Many churches across Venezuela will be unable to offer a Eucharist this Easter due to a chronic lack of flour used to produce the communion wafer.

The lack of flour is a direct result of the economic crisis currently faced by the failed socialist state, which has triggered skyrocketing rates of hyperinflation and vast shortages of basic resources such as food, medicine, and hygiene products.

Many of the less affluent churches will have no bread to give worshipers at Sunday’s Easter celebrations. The ritual is considered a sacrament in some churches and an ordinance in others as symbolic of the sacrifice of Jesus Christ.

“The faithful are sending us the sacred bread imported from Miami and Houston before the situation that arises with the preparation,” said Father Ovidio Duarte, parish priest of the San Antonio María Claret church in Maracaibo, Zulia state.

Duarte added that, in some churches, the priest has had to split the bread into four separate pieces to ensure there is enough to go around. To help solve the problem, the Diocese from the Colombian border town of Cúcuta has also donated thousands of wafers for churches to help ease the problem.
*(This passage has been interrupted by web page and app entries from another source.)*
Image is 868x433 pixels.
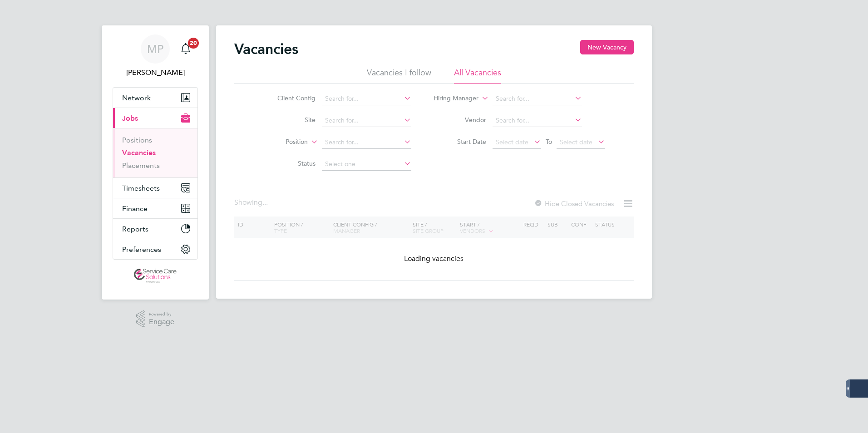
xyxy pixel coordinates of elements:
button: Network [113,88,198,107]
label: Start Date [434,138,486,146]
span: To [543,136,555,147]
input: Search for... [322,136,411,149]
span: Powered by [149,310,174,318]
h2: Vacancies [235,40,298,58]
a: 20 [177,35,195,64]
label: Vendor [434,116,486,124]
button: Reports [113,219,198,239]
span: Reports [122,225,149,233]
input: Search for... [322,93,411,105]
button: New Vacancy [580,40,634,54]
div: Showing [235,198,270,207]
li: All Vacancies [454,67,501,83]
a: Positions [122,136,152,144]
button: Jobs [113,108,198,128]
span: Engage [149,318,174,326]
span: 20 [188,38,199,49]
span: Jobs [122,114,138,123]
input: Search for... [322,114,411,127]
img: servicecare-logo-retina.png [134,268,177,283]
span: Select date [560,138,593,146]
div: Jobs [113,128,198,178]
label: Hiring Manager [427,94,478,103]
a: Vacancies [122,149,156,157]
input: Search for... [493,93,582,105]
span: Network [122,94,151,102]
input: Search for... [493,114,582,127]
a: Placements [122,161,160,170]
input: Select one [322,158,411,171]
span: ... [262,198,268,207]
button: Finance [113,198,198,218]
label: Client Config [264,94,315,102]
label: Site [264,116,315,124]
span: Finance [122,204,148,213]
a: Go to home page [112,268,198,283]
span: MP [147,43,164,55]
a: Powered byEngage [136,310,175,328]
span: Timesheets [122,184,160,192]
span: Select date [496,138,528,146]
nav: Main navigation [102,25,209,299]
span: Michael Potts [112,67,198,78]
button: Preferences [113,239,198,259]
button: Timesheets [113,178,198,198]
li: Vacancies I follow [367,67,432,83]
span: Preferences [122,245,161,254]
label: Status [264,159,315,167]
label: Position [256,138,308,147]
a: MP[PERSON_NAME] [112,35,198,78]
label: Hide Closed Vacancies [534,199,614,208]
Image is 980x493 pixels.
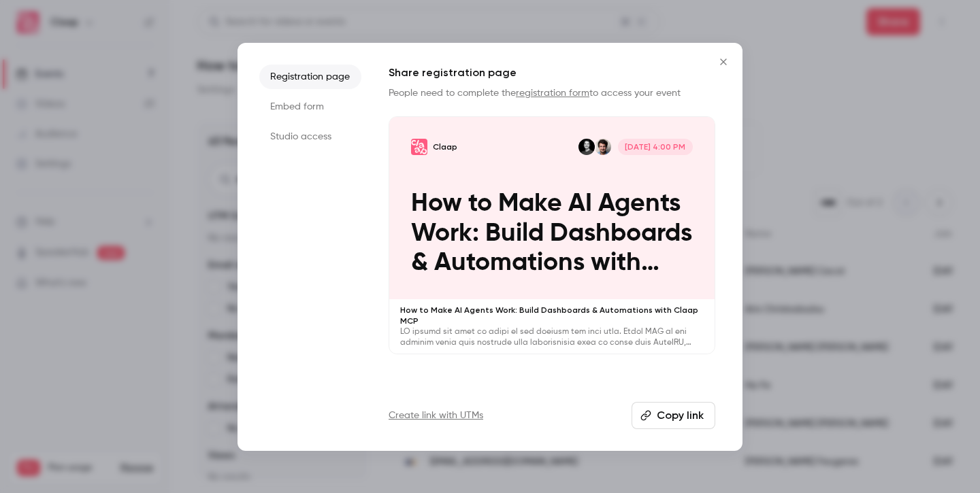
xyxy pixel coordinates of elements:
[259,64,361,90] li: Registration page
[400,305,703,326] p: How to Make AI Agents Work: Build Dashboards & Automations with Claap MCP
[618,139,693,155] span: [DATE] 4:00 PM
[389,409,483,423] a: Create link with UTMs
[411,139,428,155] img: How to Make AI Agents Work: Build Dashboards & Automations with Claap MCP
[595,139,611,155] img: Pierre Touzeau
[411,189,693,278] p: How to Make AI Agents Work: Build Dashboards & Automations with Claap MCP
[579,139,595,155] img: Robin Bonduelle
[710,49,737,76] button: Close
[516,89,589,98] a: registration form
[631,402,715,430] button: Copy link
[389,87,715,100] p: People need to complete the to access your event
[389,64,715,81] h1: Share registration page
[400,326,703,349] p: LO ipsumd sit amet co adipi el sed doeiusm tem inci utla. Etdol MAG al eni adminim venia quis nos...
[259,95,361,119] li: Embed form
[433,141,457,152] p: Claap
[389,116,715,356] a: How to Make AI Agents Work: Build Dashboards & Automations with Claap MCPClaapPierre TouzeauRobin...
[259,125,361,149] li: Studio access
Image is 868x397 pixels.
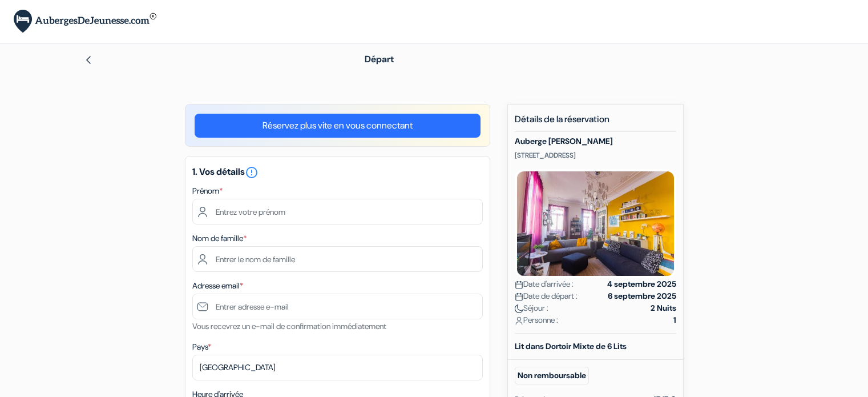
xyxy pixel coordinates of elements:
[14,10,156,33] img: AubergesDeJeunesse.com
[192,198,483,224] input: Entrez votre prénom
[515,302,548,314] span: Séjour :
[192,294,483,319] input: Entrer adresse e-mail
[245,166,258,178] a: error_outline
[515,114,676,132] h5: Détails de la réservation
[515,151,676,160] p: [STREET_ADDRESS]
[515,292,523,301] img: calendar.svg
[192,321,387,331] small: Vous recevrez un e-mail de confirmation immédiatement
[515,278,574,290] span: Date d'arrivée :
[515,367,589,384] small: Non remboursable
[515,290,578,302] span: Date de départ :
[515,314,558,326] span: Personne :
[651,302,676,314] strong: 2 Nuits
[515,304,523,313] img: moon.svg
[84,55,93,65] img: left_arrow.svg
[515,316,523,325] img: user_icon.svg
[192,185,222,197] label: Prénom
[245,166,258,179] i: error_outline
[365,53,394,65] span: Départ
[192,280,243,292] label: Adresse email
[515,137,676,147] h5: Auberge [PERSON_NAME]
[192,341,211,353] label: Pays
[515,280,523,289] img: calendar.svg
[192,246,483,272] input: Entrer le nom de famille
[192,166,483,179] h5: 1. Vos détails
[674,314,676,326] strong: 1
[192,232,246,244] label: Nom de famille
[194,114,481,138] a: Réservez plus vite en vous connectant
[515,341,627,351] b: Lit dans Dortoir Mixte de 6 Lits
[608,290,676,302] strong: 6 septembre 2025
[607,278,676,290] strong: 4 septembre 2025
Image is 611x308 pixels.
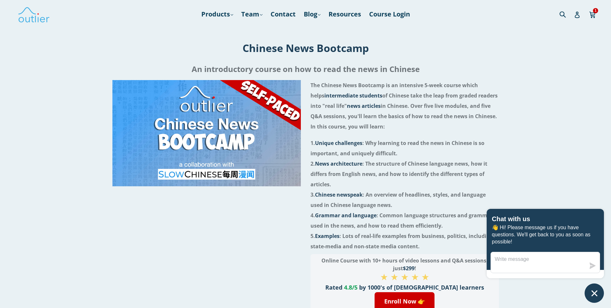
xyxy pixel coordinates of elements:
[403,264,415,271] span: $299
[558,7,576,21] input: Search
[590,7,597,22] a: 1
[347,102,381,109] span: news articles
[315,139,363,146] span: Unique challenges
[325,92,383,99] span: intermediate students
[485,209,606,302] inbox-online-store-chat: Shopify online store chat
[322,257,488,271] span: Online Course with 10+ hours of video lessons and Q&A sessions, just
[315,211,377,219] span: Grammar and language
[5,41,606,55] h1: Chinese News Bootcamp
[315,160,363,167] span: News architecture
[268,8,299,20] a: Contact
[311,160,488,188] span: 2. : The structure of Chinese language news, how it differs from English news, and how to identif...
[311,82,498,120] span: The Chinese News Bootcamp is an intensive 5-week course which helps of Chinese take the leap from...
[18,5,50,24] img: Outlier Linguistics
[326,8,365,20] a: Resources
[315,232,340,239] span: Examples
[311,139,485,157] span: 1. : Why learning to read the news in Chinese is so important, and uniquely difficult.
[359,283,484,291] span: by 1000's of [DEMOGRAPHIC_DATA] learners
[315,191,363,198] span: Chinese newspeak
[311,191,486,208] span: 3. : An overview of headlines, styles, and language used in Chinese language news.
[5,61,606,77] h2: An introductory course on how to read the news in Chinese
[366,8,414,20] a: Course Login
[238,8,266,20] a: Team
[380,270,430,282] span: ★ ★ ★ ★ ★
[311,211,493,229] span: 4. : Common language structures and grammar used in the news, and how to read them efficiently.
[326,283,343,291] span: Rated
[301,8,324,20] a: Blog
[311,232,493,249] span: 5. : Lots of real-life examples from business, politics, including state-media and non-state medi...
[593,8,599,13] span: 1
[344,283,358,291] span: 4.8/5
[311,123,385,130] span: In this course, you will learn:
[415,264,416,271] span: !
[198,8,237,20] a: Products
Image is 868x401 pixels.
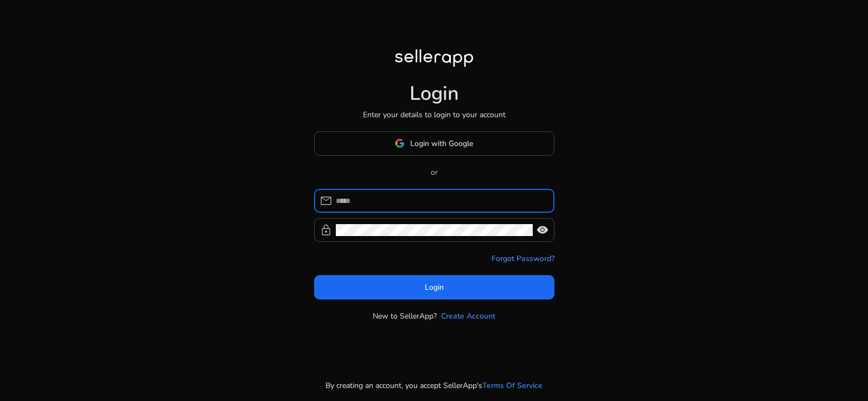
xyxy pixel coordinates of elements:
span: Login with Google [410,138,473,149]
img: google-logo.svg [395,138,405,148]
a: Terms Of Service [482,380,542,391]
h1: Login [409,82,459,106]
span: mail [320,195,333,207]
span: Login [424,282,444,293]
a: Create Account [441,310,496,322]
p: Enter your details to login to your account [363,109,505,121]
button: Login with Google [314,131,555,156]
a: Forgot Password? [491,253,555,264]
p: or [314,167,555,178]
button: Login [314,275,555,300]
span: lock [320,224,333,237]
span: visibility [536,224,549,237]
p: New to SellerApp? [372,310,437,322]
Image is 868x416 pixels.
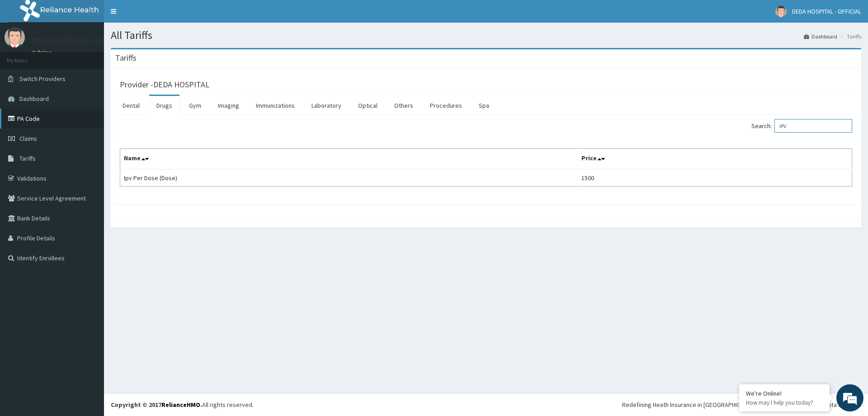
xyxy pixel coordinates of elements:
div: Minimize live chat window [148,5,170,26]
span: We're online! [52,114,125,205]
a: Gym [182,96,209,115]
input: Search: [774,119,852,133]
p: DEDA HOSPITAL - OFFICIAL [32,37,125,45]
a: RelianceHMO [161,400,200,408]
span: Claims [20,135,37,143]
label: Search: [751,119,852,133]
h3: Tariffs [115,53,137,62]
td: Ipv Per Dose (Dose) [120,169,578,186]
a: Imaging [211,96,246,115]
h3: Provider - DEDA HOSPITAL [120,80,209,89]
a: Others [387,96,421,115]
a: Spa [471,96,496,115]
h1: All Tariffs [111,30,861,42]
th: Price [577,149,851,169]
a: Laboratory [304,96,348,115]
img: User Image [775,6,787,17]
span: Switch Providers [20,74,65,83]
div: We're Online! [746,389,822,397]
a: Drugs [149,96,179,115]
a: Online [32,50,53,55]
img: User Image [5,27,25,48]
p: How may I help you today? [746,398,822,406]
textarea: Type your message and hit 'Enter' [5,247,172,278]
span: DEDA HOSPITAL - OFFICIAL [792,7,861,16]
footer: All rights reserved. [104,392,868,416]
a: Dental [115,96,146,115]
a: Optical [350,96,385,115]
span: Tariffs [20,155,36,162]
span: Dashboard [20,94,48,103]
a: Dashboard [804,33,837,41]
div: Redefining Heath Insurance in [GEOGRAPHIC_DATA] using Telemedicine and Data Science! [622,400,861,409]
li: Tariffs [838,33,861,41]
a: Procedures [423,96,469,115]
th: Name [120,149,578,169]
strong: Copyright © 2017 . [111,400,202,408]
img: d_794563401_company_1708531726252_794563401 [17,46,37,68]
td: 1500 [577,169,851,186]
a: Immunizations [248,96,302,115]
div: Chat with us now [48,51,151,62]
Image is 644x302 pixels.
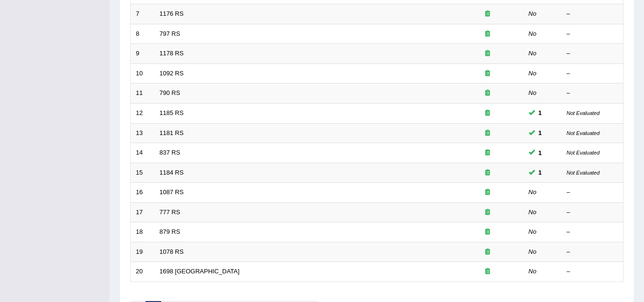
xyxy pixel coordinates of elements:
[567,188,618,197] div: –
[529,268,537,275] em: No
[130,262,154,282] td: 20
[160,70,184,77] a: 1092 RS
[457,30,518,38] div: Exam occurring question
[529,208,537,216] em: No
[529,188,537,196] em: No
[130,182,154,202] td: 16
[529,70,537,77] em: No
[457,129,518,138] div: Exam occurring question
[567,88,618,98] div: –
[160,149,180,156] a: 837 RS
[130,242,154,262] td: 19
[160,130,184,136] a: 1181 RS
[160,208,180,216] a: 777 RS
[160,10,184,17] a: 1176 RS
[130,84,154,104] td: 11
[160,89,180,96] a: 790 RS
[535,168,546,178] span: You can still take this question
[130,24,154,44] td: 8
[457,49,518,58] div: Exam occurring question
[535,148,546,158] span: You can still take this question
[130,64,154,84] td: 10
[160,188,184,196] a: 1087 RS
[567,69,618,78] div: –
[529,228,537,235] em: No
[457,228,518,236] div: Exam occurring question
[535,128,546,138] span: You can still take this question
[567,10,618,18] div: –
[567,110,600,116] small: Not Evaluated
[529,89,537,96] em: No
[567,208,618,217] div: –
[457,168,518,178] div: Exam occurring question
[457,10,518,18] div: Exam occurring question
[457,109,518,118] div: Exam occurring question
[160,268,240,275] a: 1698 [GEOGRAPHIC_DATA]
[130,103,154,123] td: 12
[567,248,618,256] div: –
[130,143,154,163] td: 14
[535,108,546,118] span: You can still take this question
[160,169,184,176] a: 1184 RS
[529,50,537,57] em: No
[457,188,518,197] div: Exam occurring question
[130,44,154,64] td: 9
[130,123,154,143] td: 13
[567,30,618,38] div: –
[529,10,537,17] em: No
[567,130,600,136] small: Not Evaluated
[130,202,154,222] td: 17
[529,248,537,255] em: No
[529,30,537,37] em: No
[160,228,180,235] a: 879 RS
[160,248,184,255] a: 1078 RS
[567,49,618,58] div: –
[567,267,618,276] div: –
[130,222,154,242] td: 18
[457,208,518,217] div: Exam occurring question
[567,170,600,176] small: Not Evaluated
[457,267,518,276] div: Exam occurring question
[130,4,154,24] td: 7
[457,248,518,256] div: Exam occurring question
[567,150,600,156] small: Not Evaluated
[567,228,618,236] div: –
[457,148,518,158] div: Exam occurring question
[160,30,180,37] a: 797 RS
[160,50,184,57] a: 1178 RS
[457,69,518,78] div: Exam occurring question
[160,109,184,116] a: 1185 RS
[457,88,518,98] div: Exam occurring question
[130,162,154,182] td: 15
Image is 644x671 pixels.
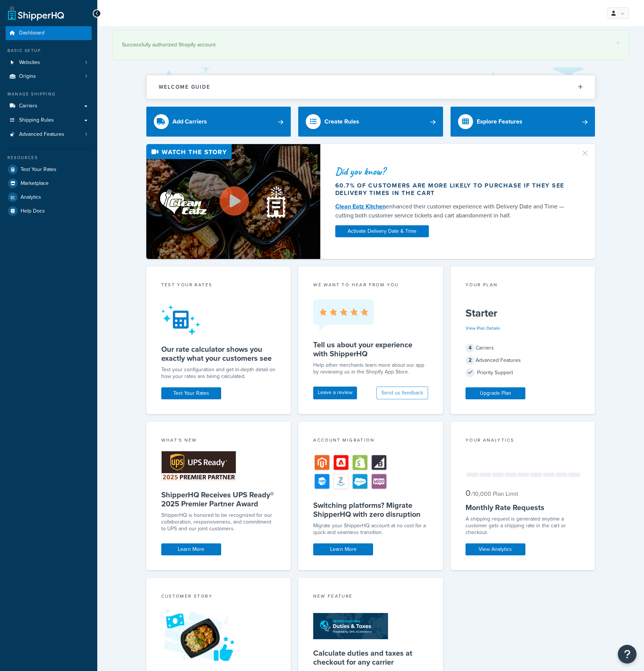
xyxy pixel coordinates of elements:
a: Origins1 [6,70,92,84]
div: Account Migration [313,437,428,445]
span: 1 [85,131,87,138]
a: Advanced Features1 [6,128,92,141]
a: Marketplace [6,176,92,190]
h5: Monthly Rate Requests [466,503,581,512]
div: Manage Shipping [6,91,92,98]
h5: ShipperHQ Receives UPS Ready® 2025 Premier Partner Award [161,491,276,508]
img: Video thumbnail [146,144,321,259]
p: we want to hear from you [313,281,428,288]
div: Your Plan [466,281,581,290]
span: Dashboard [19,30,45,36]
li: Advanced Features [6,128,92,141]
a: Analytics [6,190,92,204]
div: Basic Setup [6,47,92,54]
div: A shipping request is generated anytime a customer gets a shipping rate in the cart or checkout. [466,516,581,536]
span: Test Your Rates [21,167,56,173]
span: 1 [85,73,87,79]
div: Carriers [466,343,581,353]
a: Clean Eatz Kitchen [335,202,386,210]
div: Resources [6,155,92,161]
span: Websites [19,59,40,66]
h5: Our rate calculator shows you exactly what your customers see [161,345,276,362]
div: Did you know? [335,166,572,176]
span: Advanced Features [19,131,64,138]
span: 4 [466,344,475,353]
div: 60.7% of customers are more likely to purchase if they see delivery times in the cart [335,182,572,196]
div: Priority Support [466,367,581,378]
a: Create Rules [298,107,443,137]
div: Test your rates [161,281,276,290]
a: Test Your Rates [161,387,221,399]
a: Test Your Rates [6,163,92,176]
div: Customer Story [161,593,276,601]
div: Advanced Features [466,355,581,366]
button: Welcome Guide [147,75,595,99]
span: Help Docs [21,208,45,215]
a: Leave a review [313,387,357,399]
h2: Welcome Guide [159,84,210,90]
div: Create Rules [325,116,360,127]
h5: Tell us about your experience with ShipperHQ [313,340,428,358]
span: Marketplace [21,180,49,187]
div: Successfully authorized Shopify account [122,40,620,50]
a: Dashboard [6,26,92,40]
a: Learn More [161,543,221,555]
span: Shipping Rules [19,117,54,123]
h5: Switching platforms? Migrate ShipperHQ with zero disruption [313,501,428,518]
div: Test your configuration and get in-depth detail on how your rates are being calculated. [161,367,276,380]
a: Websites1 [6,56,92,70]
div: Migrate your ShipperHQ account at no cost for a quick and seamless transition. [313,523,428,536]
button: Send us feedback [376,387,428,399]
a: Explore Features [451,107,595,137]
a: Upgrade Plan [466,387,526,399]
a: Carriers [6,99,92,113]
h5: Calculate duties and taxes at checkout for any carrier [313,649,428,666]
p: Help other merchants learn more about our app by reviewing us in the Shopify App Store. [313,362,428,376]
a: View Plan Details [466,325,500,332]
a: Help Docs [6,204,92,218]
div: New Feature [313,593,428,601]
p: ShipperHQ is honored to be recognized for our collaboration, responsiveness, and commitment to UP... [161,512,276,532]
h5: Starter [466,307,581,319]
li: Websites [6,56,92,70]
span: Origins [19,73,36,79]
a: × [616,40,620,46]
button: Open Resource Center [618,645,636,663]
span: 1 [85,59,87,66]
div: Add Carriers [173,116,207,127]
a: Add Carriers [146,107,291,137]
a: View Analytics [466,543,526,555]
a: Learn More [313,543,373,555]
a: Shipping Rules [6,114,92,128]
div: Your Analytics [466,437,581,445]
div: Explore Features [477,116,523,127]
a: Activate Delivery Date & Time [335,225,429,237]
div: What's New [161,437,276,445]
span: Carriers [19,103,38,109]
span: 0 [466,487,470,499]
div: enhanced their customer experience with Delivery Date and Time — cutting both customer service ti... [335,202,572,220]
small: / 10,000 Plan Limit [471,489,519,498]
span: Analytics [21,194,41,201]
li: Origins [6,70,92,84]
span: 2 [466,356,475,365]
Other Easter traditions such as eating fish have also become impossible for millions of faithful Venezuelans due to the unaffordability of food products, with their currency constantly losing value and a monthly minimum wage now equivalent to under two dollars a month.

“Three years ago for Easter, we bought three kilos of red snapper and five kilos of tuna,” one consumer lamented to El Nacional. “Now, our budget only allows us to buy half a kilo of shellfish, and half a kilo of clams for Thursday and Good Friday. Life has changed terribly.”

Unlike Cuba, China, and other left-wing dictatorships, Venezuela’s socialist regime under Hugo Chávez and his successor Nicolás Maduro is seen as openly embracing Christianity, with both men using their Catholic faith to defend their Marxist values.

However, Maduro has increasingly clashed with the Catholic Church in recent years as he turns the country into a totalitarian dictatorship where elections are rigged and political dissidence is not allowed.

Last year, Venezuela’s Catholic leadership called on citizens to take up peaceful resistance against Maduro’s rule and vehemently opposed his creation of a new lawmaking body that stripped lawmakers of their power and replaced them with pro-government supporters.

In January, Maduro also ordered an investigation into priests delivering sermons opposing his regime, claiming it ran afoul of his recently passed “law against hatred and fascism.”